This commentary originally appeared in U-T San Diego on February 8, 2014.

A few days ago, I testified before the California Legislature about Texas’ successful criminal justice reforms. The crime rate in Texas has dropped to 1968 levels while the state recently closed three prisons. In contrast to California, with its federal court-ordered prison population reductions, Texas lawmakers have consciously sought to reduce crime by shifting resources from merely locking criminals up to instead, when appropriate, offering treatment, rehabilitation, and victim restitution.

Properly allocating limited taxpayer resources is a challenge. In California’s case, in the area of criminal justice, it would mean, among other things, beefing up treatment and monitoring of parolees at the local level. Local success in rehabilitation saves the state from paying to imprison nonviolent offenders, preventing many of them from becoming hardened criminals.

Beyond its troubled corrections system, how is California’s government doing? Most Californians have reconciled living in a state that taxes more, spends more, and controls more than is the norm across the nation. “It’s the price we pay to live in paradise,” they rationalize. But are Californians really better off with bigger government?

Texas and California are more alike than either state would care to admit: diverse, vast, and blessed with natural resources. According to the U.S. Census Bureau, the equivalent of 1.76 million people worked full-time for state and local governments in California in 2011. That’s about one government worker for every 21 Californians. But the Lone Star State employs one government worker for every 18 Texans. While Texas has more government workers, California spends more on government — about 44 percent more as a share of the private economy than Texas, while taxing about 42 percent more state income. California pays its government workers far more and provides them with far more costly benefits. California also spends a lot more on welfare.

California and Texas also have widely different spending priorities. There are 12 million more Californians than Texans, but Texas employs more educators, 888,000, compared to California’s 865,000. In fact, only 49 percent of California’s state and local workers are in education vs. 61 percent in Texas. This may help explain the U.S. Department of Education’s recent estimate that 88 percent of Texas high school students graduate vs. 78 percent in California. As for police, fire and corrections employees, Texas has more per capita in every category than does California.

While California skimps on teachers, police and parole officers, it splurges on regulators and bureaucrats. Some 12 percent of California’s bureaucracy is engaged in the business of minding your business or in administrative overhead, twice the percentage in Texas. California employs 60 percent more regulators and bureaucrats per capita than Texas. An official study found that the cost of California’s myriady regulations came to $134,000 per year for the average small business. Statewide regulatory compliance costs were estimated at four times the amount spent every year in the general budget. Add this to California’s tax burden and is it any wonder that Texas is the No. 1 state of destination for Californians leaving the state?

Do Californians get a good return on their tax dollar “investment”? California’s vaunted highway system was rated the nation’s fourth worst. California has the highest poverty rate, according to a new census calculation that takes into account the cost of living and the value of government benefits. On a proportional basis, California has 45 percent more people in poverty than Texas. And, among the eight biggest states, the U.S. Department of Education rates California as having the poorest results in national standardized math and reading tests while Texas scores above average.

Alexis de Tocqueville warned that the threat to America wasn’t hard tyranny; rather, it was the soft tyranny of “a network of small complicated rules” driven by good intent. Factoring in taxes, spending, and the regulatory burden, California has the nation’s second-highest level of soft tyranny after New York. Texas has the least burdensome government.

The 10 states with the smallest government footprint saw an average of 64 percent higher private economic growth from 2002 to 2012 than the 10 with the biggest government. In the past two years, Texas’ per capita output surpassed California’s. Federal soft tyranny levels in recent years surged past the record high hit in 1980; is it any wonder the national economy is sluggish?

Perhaps if California hired more teachers and fewer regulators it would see prosperity on a Texas scale.

DeVore is vice president of policy at the Texas Public Policy Foundation and served in the California Legislature from 2004 to 2010. He is the author of “The Texas Model: Prosperity in the Lone Star State and Lessons for America — 2014 Edition.”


REQUIRED WORK —
The reply should hold only the lines below beginning at the one with "Image is 798x382 pixels." and ending at the one with "Image is 762x532 pixels.", copied exactly, with every picture left out.

──────── INPUT ────────

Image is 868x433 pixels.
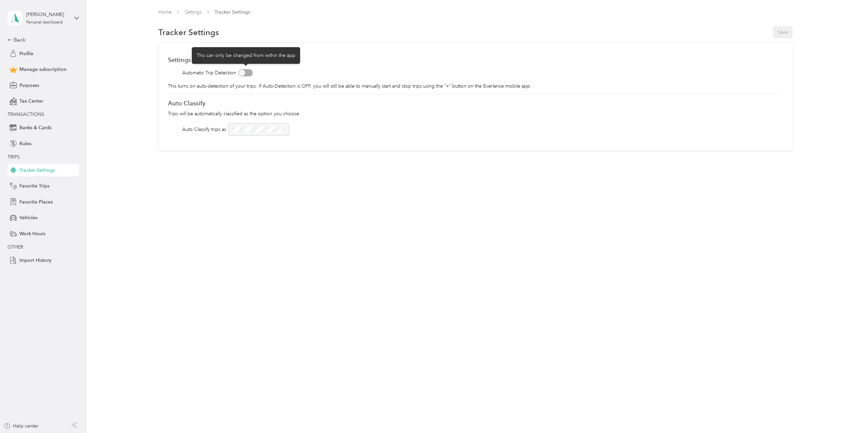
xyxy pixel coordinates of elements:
span: Banks & Cards [19,124,51,131]
span: Import History [19,256,51,264]
span: Work Hours [19,230,45,237]
div: [PERSON_NAME] [26,11,69,18]
div: This can only be changed from within the app [192,47,300,64]
p: Trips will be automatically classified as the option you choose. [168,110,783,117]
h1: Tracker Settings [159,29,219,36]
span: Tax Center [19,98,43,105]
span: Profile [19,50,33,57]
span: Rules [19,140,31,147]
iframe: Everlance-gr Chat Button Frame [830,395,868,433]
a: Settings [184,9,201,15]
div: Back [7,36,75,44]
div: Personal dashboard [26,21,63,25]
span: Purposes [19,82,39,89]
span: TRANSACTIONS [7,111,45,117]
span: Favorite Places [19,198,53,206]
a: Home [159,9,172,15]
div: Auto Classify [168,99,783,107]
div: Auto Classify trips as [182,126,226,133]
button: Help center [4,422,38,430]
div: Settings [168,56,783,63]
span: TRIPS [7,154,20,160]
span: Vehicles [19,214,38,221]
span: Tracker Settings [19,167,55,174]
span: OTHER [7,244,23,250]
span: Favorite Trips [19,182,50,190]
span: Manage subscription [19,66,66,73]
p: This turns on auto-detection of your trips. If Auto-Detection is OFF, you will still be able to m... [168,82,783,90]
span: Tracker Settings [215,9,250,15]
span: Automatic Trip Detection [182,69,236,77]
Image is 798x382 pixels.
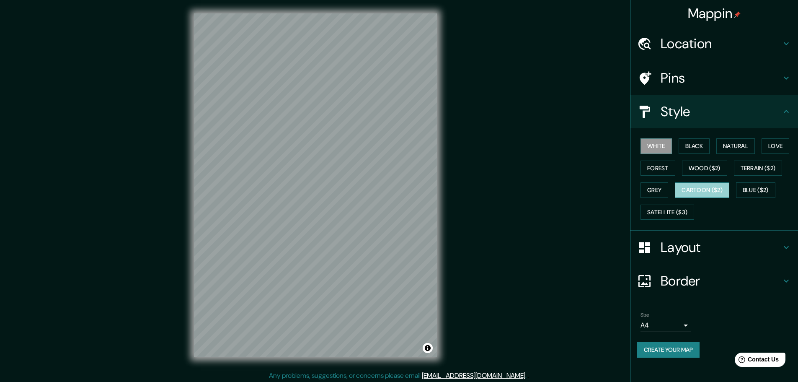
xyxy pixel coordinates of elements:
[734,11,741,18] img: pin-icon.png
[736,182,775,198] button: Blue ($2)
[422,371,525,380] a: [EMAIL_ADDRESS][DOMAIN_NAME]
[641,138,672,154] button: White
[631,27,798,60] div: Location
[661,103,781,120] h4: Style
[716,138,755,154] button: Natural
[637,342,700,357] button: Create your map
[641,182,668,198] button: Grey
[679,138,710,154] button: Black
[269,370,527,380] p: Any problems, suggestions, or concerns please email .
[762,138,789,154] button: Love
[661,70,781,86] h4: Pins
[423,343,433,353] button: Toggle attribution
[661,272,781,289] h4: Border
[631,95,798,128] div: Style
[675,182,729,198] button: Cartoon ($2)
[661,239,781,256] h4: Layout
[641,318,691,332] div: A4
[734,160,783,176] button: Terrain ($2)
[194,13,437,357] canvas: Map
[641,204,694,220] button: Satellite ($3)
[661,35,781,52] h4: Location
[688,5,741,22] h4: Mappin
[527,370,528,380] div: .
[641,160,675,176] button: Forest
[641,311,649,318] label: Size
[528,370,530,380] div: .
[631,230,798,264] div: Layout
[631,264,798,297] div: Border
[631,61,798,95] div: Pins
[724,349,789,372] iframe: Help widget launcher
[682,160,727,176] button: Wood ($2)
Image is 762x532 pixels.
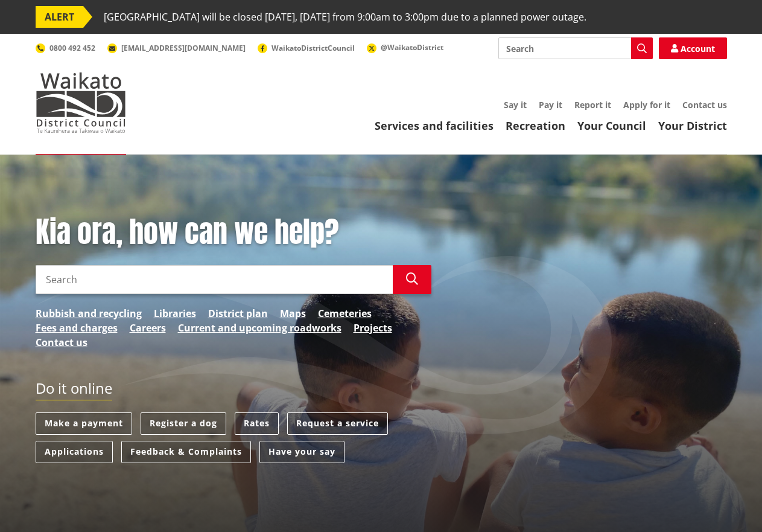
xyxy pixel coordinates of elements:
a: Contact us [36,335,88,350]
a: District plan [208,306,268,321]
a: Your District [658,119,727,133]
a: Fees and charges [36,321,118,335]
h2: Do it online [36,380,112,401]
a: Contact us [683,99,727,110]
a: Request a service [287,412,388,435]
a: Rates [235,412,279,435]
img: Waikato District Council - Te Kaunihera aa Takiwaa o Waikato [36,72,126,133]
a: Apply for it [624,99,670,110]
span: ALERT [36,6,83,28]
span: WaikatoDistrictCouncil [271,43,355,53]
a: Rubbish and recycling [36,306,142,321]
input: Search input [498,37,653,59]
a: Register a dog [140,412,226,435]
a: Current and upcoming roadworks [178,321,341,335]
a: Applications [36,440,113,463]
a: Maps [280,306,306,321]
a: 0800 492 452 [36,43,95,53]
span: [EMAIL_ADDRESS][DOMAIN_NAME] [122,43,246,53]
span: [GEOGRAPHIC_DATA] will be closed [DATE], [DATE] from 9:00am to 3:00pm due to a planned power outage. [104,6,586,28]
a: Cemeteries [318,306,372,321]
a: [EMAIL_ADDRESS][DOMAIN_NAME] [108,43,246,53]
a: Have your say [260,440,345,463]
a: Account [659,37,727,59]
a: Careers [130,321,165,335]
a: Feedback & Complaints [122,440,252,463]
h1: Kia ora, how can we help? [36,215,431,250]
a: Services and facilities [375,119,494,133]
a: Report it [574,99,611,110]
input: Search input [36,265,393,294]
a: Your Council [578,119,646,133]
a: Say it [504,99,526,110]
span: @WaikatoDistrict [381,42,443,52]
a: Recreation [506,119,566,133]
a: Projects [353,321,393,335]
a: Libraries [154,306,196,321]
span: 0800 492 452 [50,43,95,53]
a: Pay it [539,99,563,110]
a: WaikatoDistrictCouncil [258,43,355,53]
a: Make a payment [36,412,132,435]
a: @WaikatoDistrict [367,42,443,52]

────────

TASK RESPONSE —
Image is 798x382 pixels.
xyxy pixel coordinates of elements:
[734,11,741,18] img: pin-icon.png
[736,182,775,198] button: Blue ($2)
[422,371,525,380] a: [EMAIL_ADDRESS][DOMAIN_NAME]
[641,138,672,154] button: White
[631,27,798,60] div: Location
[661,103,781,120] h4: Style
[716,138,755,154] button: Natural
[637,342,700,357] button: Create your map
[641,182,668,198] button: Grey
[679,138,710,154] button: Black
[269,370,527,380] p: Any problems, suggestions, or concerns please email .
[762,138,789,154] button: Love
[661,70,781,86] h4: Pins
[423,343,433,353] button: Toggle attribution
[661,272,781,289] h4: Border
[631,95,798,128] div: Style
[675,182,729,198] button: Cartoon ($2)
[661,239,781,256] h4: Layout
[641,318,691,332] div: A4
[734,160,783,176] button: Terrain ($2)
[194,13,437,357] canvas: Map
[641,204,694,220] button: Satellite ($3)
[661,35,781,52] h4: Location
[688,5,741,22] h4: Mappin
[527,370,528,380] div: .
[641,160,675,176] button: Forest
[641,311,649,318] label: Size
[528,370,530,380] div: .
[631,230,798,264] div: Layout
[631,264,798,297] div: Border
[631,61,798,95] div: Pins
[724,349,789,372] iframe: Help widget launcher
[682,160,727,176] button: Wood ($2)
Image is 762x532 pixels.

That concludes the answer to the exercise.